Welfare implications: Long-term dependency reduction as current generation of NEETs enters productive employment rather than lifetime benefit dependency.
Position: Address the 2.8m long-term sick via structural economic function, not punishment.
Cost: ~£1bn/year additional for workplace health and condition management. Offset by dynamic welfare savings as people return to work.
| Item | Y5 | Y10 | Notes |
|---|---|---|---|
| Double lock (saving vs triple) | −£4bn | −£10bn | Saving |
| UC taper rate + work allowance | £4bn | £5bn | |
| LHA unfreezing | £1.5bn | £0.5bn | Offset by housing reforms over time |
| Housing benefit savings from housing reform | −£2bn | −£4bn | Dynamic effect |
| Universal Child Benefit restoration | £1bn | £1bn | |
| Two-child limit removal | £2.5bn | £2.5bn | |
| Carer's Allowance | £1bn | £1bn | |
| Disability reform | £0.3bn | £0.3bn | Near-neutral |
| Long-term sickness support | £1bn | £0.5bn | Dynamic savings offset |
| Pension Credit take-up (cost) | £1bn | £1bn | Entitled money reaching people |
| NET REVENUE COST | £6.3bn | −£2.2bn |
Y10 is net positive: welfare reforms deliver aggregate saving by Y10 once housing reforms bed in and dynamic employment effects register. This is the honest picture.
Dynamic effects (conservative, scored separately):
The headline position: "We will fix the welfare system by making the economy work, not by making people's lives harder."
Pitch to welfare recipients and advocacy: "We will end the cruelty of the current disability assessment. We will end the two-child limit that pushes children into poverty. We will restore universal child benefit. We will unfreeze housing allowance so rent is actually payable. We will invest in helping people return to work if they can, and we will support them properly if they cannot."
Pitch to working people frustrated with the system: "We will reduce Universal Credit costs not by taking from claimants but by reducing the need to claim. Higher wages from British industrial policy. Lower rents from British housing policy. More work for young people from our Youth Guarantee. Fewer people on benefits because the economy actually works for them."

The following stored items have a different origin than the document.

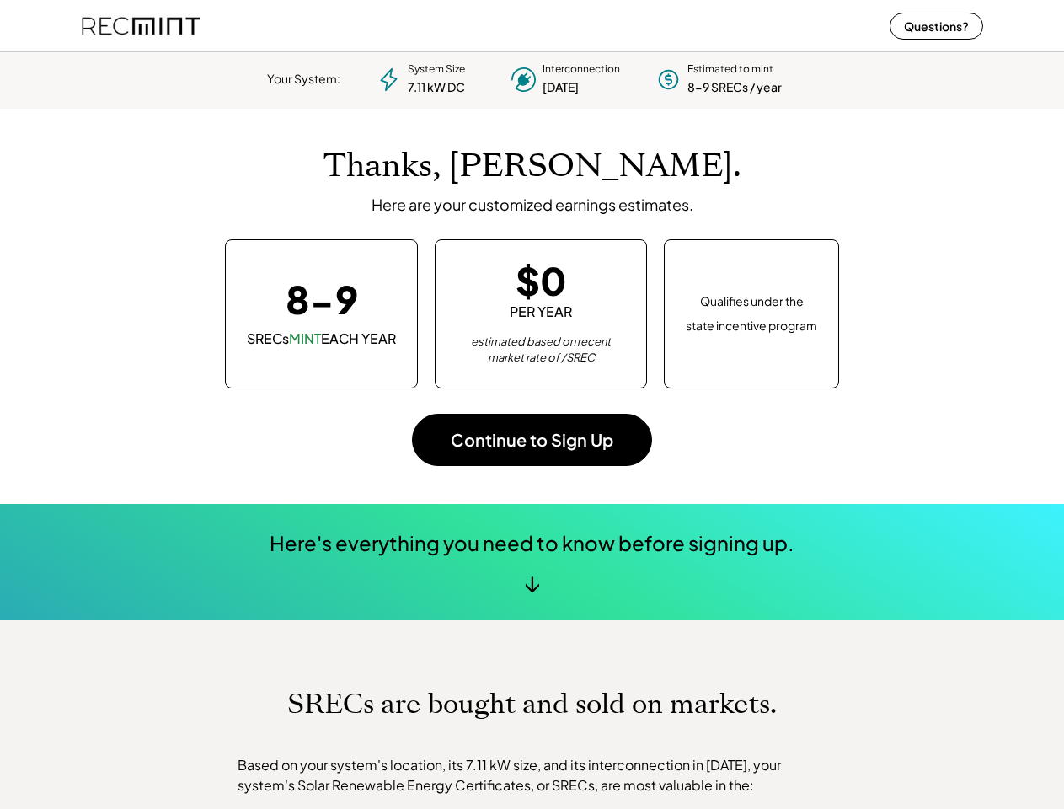  What do you see at coordinates (141, 25) in the screenshot?
I see `img: recmint-logotype%403x%20%281%29.jpeg` at bounding box center [141, 25].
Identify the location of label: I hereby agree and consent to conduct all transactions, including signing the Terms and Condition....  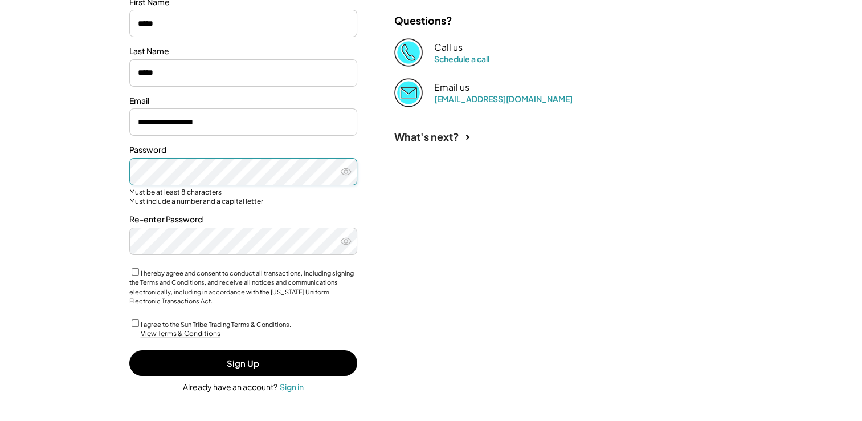
(242, 287).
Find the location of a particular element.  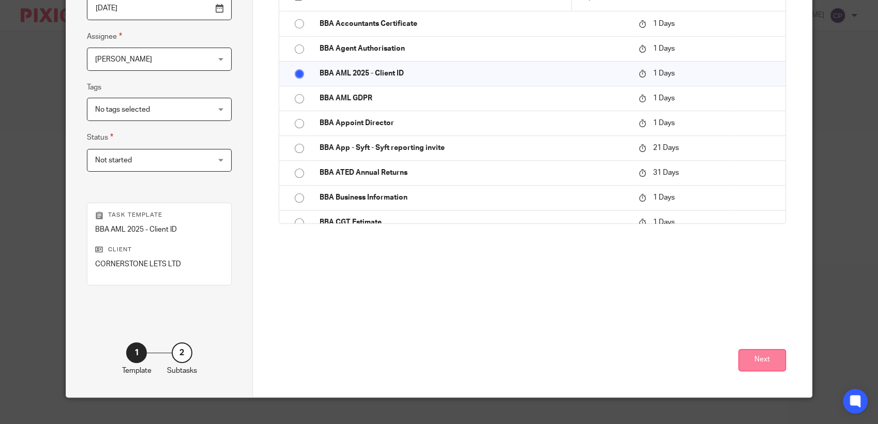

span: Not started is located at coordinates (113, 160).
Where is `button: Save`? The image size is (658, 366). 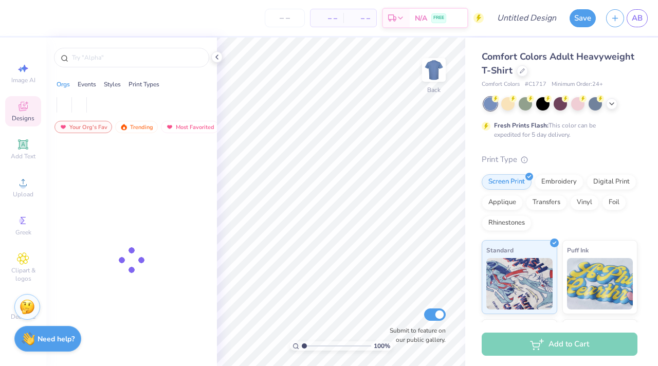
button: Save is located at coordinates (583, 18).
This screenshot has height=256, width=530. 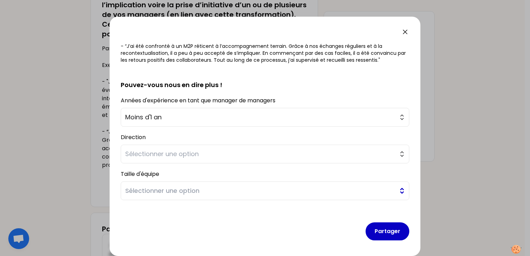 What do you see at coordinates (388, 231) in the screenshot?
I see `button: Partager` at bounding box center [388, 231].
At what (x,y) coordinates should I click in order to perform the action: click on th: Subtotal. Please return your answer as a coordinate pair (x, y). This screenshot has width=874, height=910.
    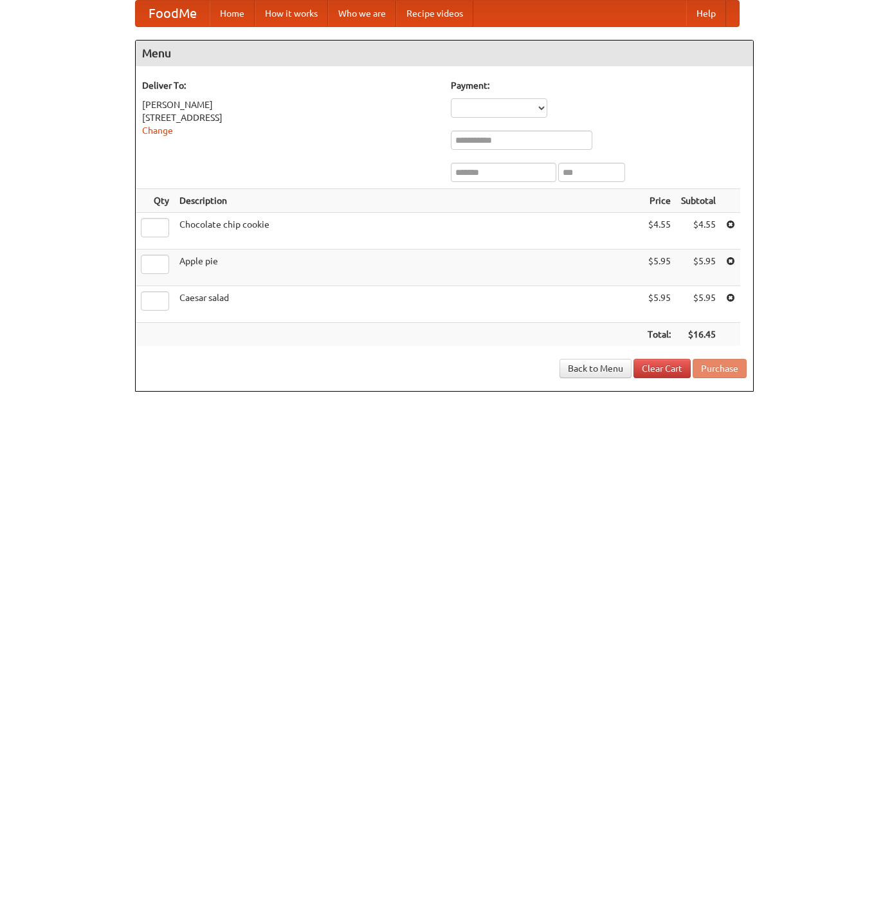
    Looking at the image, I should click on (699, 201).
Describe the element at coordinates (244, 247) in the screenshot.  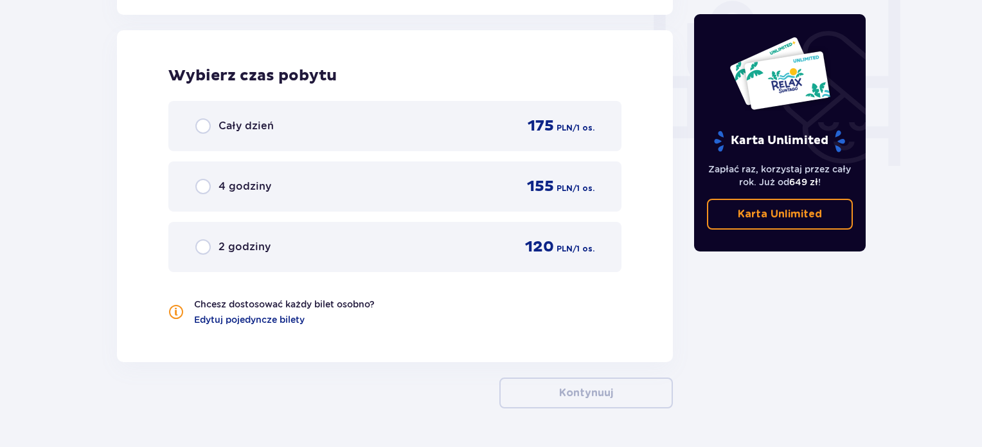
I see `p: 2 godziny` at that location.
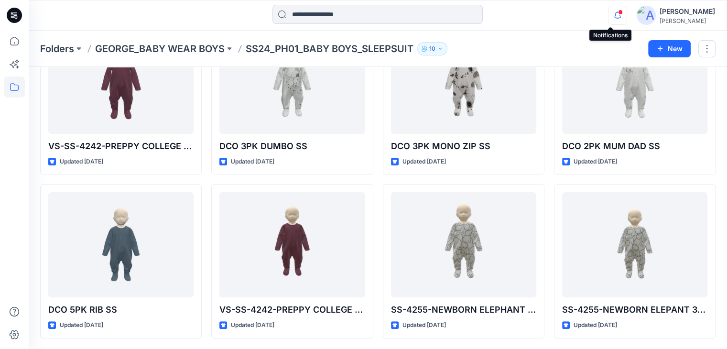 The width and height of the screenshot is (727, 349). What do you see at coordinates (121, 245) in the screenshot?
I see `a: DCO 5PK RIB SS` at bounding box center [121, 245].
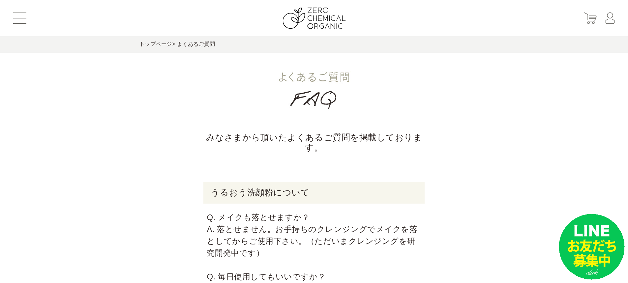 The image size is (628, 283). Describe the element at coordinates (156, 44) in the screenshot. I see `a: トップページ` at that location.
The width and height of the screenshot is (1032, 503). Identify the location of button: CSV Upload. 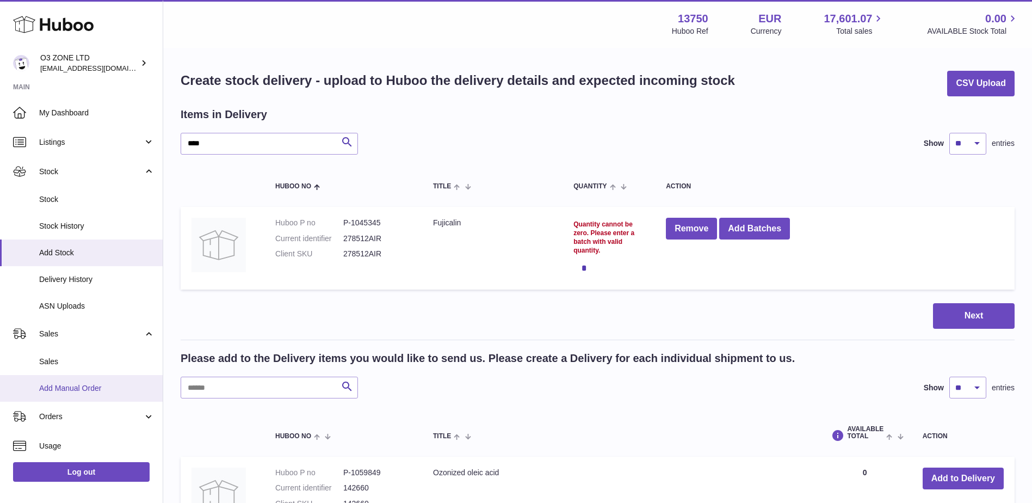
(981, 83).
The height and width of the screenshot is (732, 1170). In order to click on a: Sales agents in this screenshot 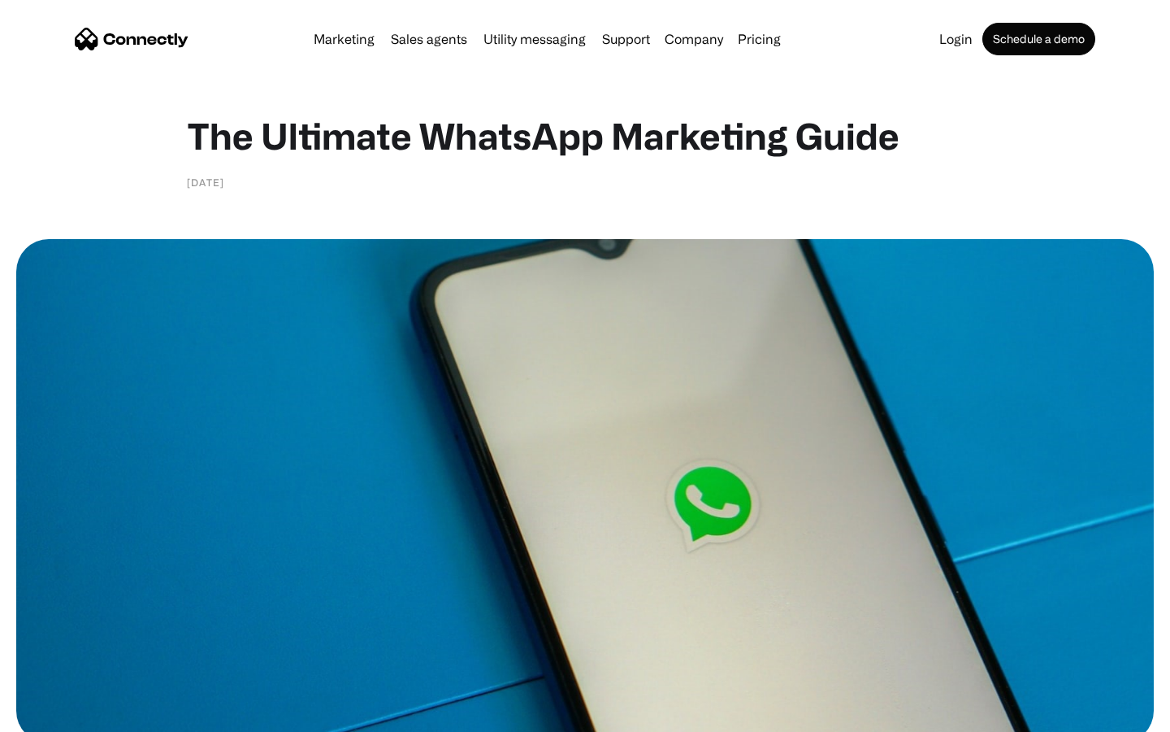, I will do `click(429, 39)`.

Pitch to fiscal conservatives: "The welfare bill will fall over the cycle. Not because we cut benefits, but because economic function reduces dependency. The triple lock is unaffordable and we will move to a double lock. The housing benefit bill will fall as our housing reforms reduce rents. The working-age sickness caseload will fall as NHS waiting lists shorten and mental health provision is properly funded. This is the serious path to lower welfare costs."
Pitch to the reform right: "We take welfare costs seriously. We are not pretending sanctions work when evidence shows they don't. We are not pretending taking benefits from sick people saves money when it doesn't. We are addressing the actual drivers: housing market, industrial policy, mental health provision, youth employment. This is how you actually reduce welfare dependency."
The deeper point: Welfare policy is where the platform's coherence is most tested. Every other policy domain contributes to reducing welfare need. Housing reforms lower HB. Industrial policy raises wages. NHS reforms reduce sickness. Youth Guarantee prevents NEET entrenchment. Skills reform creates pathways to work. The welfare briefing's job is not to invent new welfare savings but to show how the rest of the platform systematically reduces the drivers of welfare dependency while maintaining support for those who genuinely need it.